I have to say, I am really loving the fact that I'm just a ten minute drive from the National Building Museum. Last week, the museum had Robert Gatje give a great lecture on Great Public Squares. (Gatje actually emailed me after getting a google hit on my post. He wrote that he was glad to know people appreciate hearing the names of the books he cites!) Last night, they hosted a wonderful talk by Witold Rybczynski about the evolution of western thought on city planning over the past 150 or so years.
Rybczynski may be familiar to landscape architects as he wrote the award-winning
A Clearing In The Distance: Frederick Law Olmsted and America in the 19th Century. He also wrote Home: A Short History of an Idea, which is a casual study of how we make our spaces our own, our homes.
A Clearing In The Distance: Frederick Law Olmsted and America in the 19th Century. He also wrote Home: A Short History of an Idea, which is a casual study of how we make our spaces our own, our homes.
I'm pretty sure that the ghost of Jane Jacobs was in the hall; insights in her book The Death and Life of Great American Cities are still relevant. However, Rybczynski appropriately notes that today, Jacobs' Greenwich Village neighborhood is no longer the social melting pot it once was. Since only the wealthy can inhabit the homes in neighborhoods like the Village and, here in DC, Georgetown, they consequently seem to have reached some level of social stagnancy.

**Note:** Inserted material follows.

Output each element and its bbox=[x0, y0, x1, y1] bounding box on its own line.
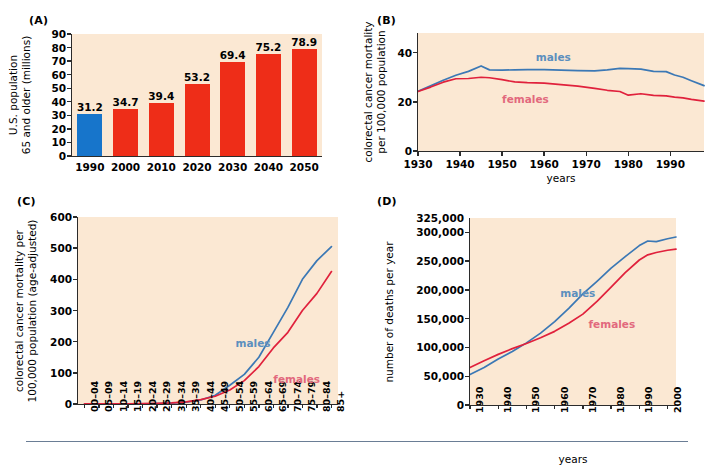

The lecture was wonderful; to me, the best part about his talk was that Rybczynski didn't offer any overreaching visions or theses. He actively avoided 'Redefining The New City Of Tomorrow' or anything of that ilk. Instead, he urges planners to conservatively implement smaller innovations for cities, while protecting the facets of urban life that have proven desirable and effective for hundreds of years. He lists those facets as (in no particular order): water, streets, conservation, mixed use, infill, shopping and parks.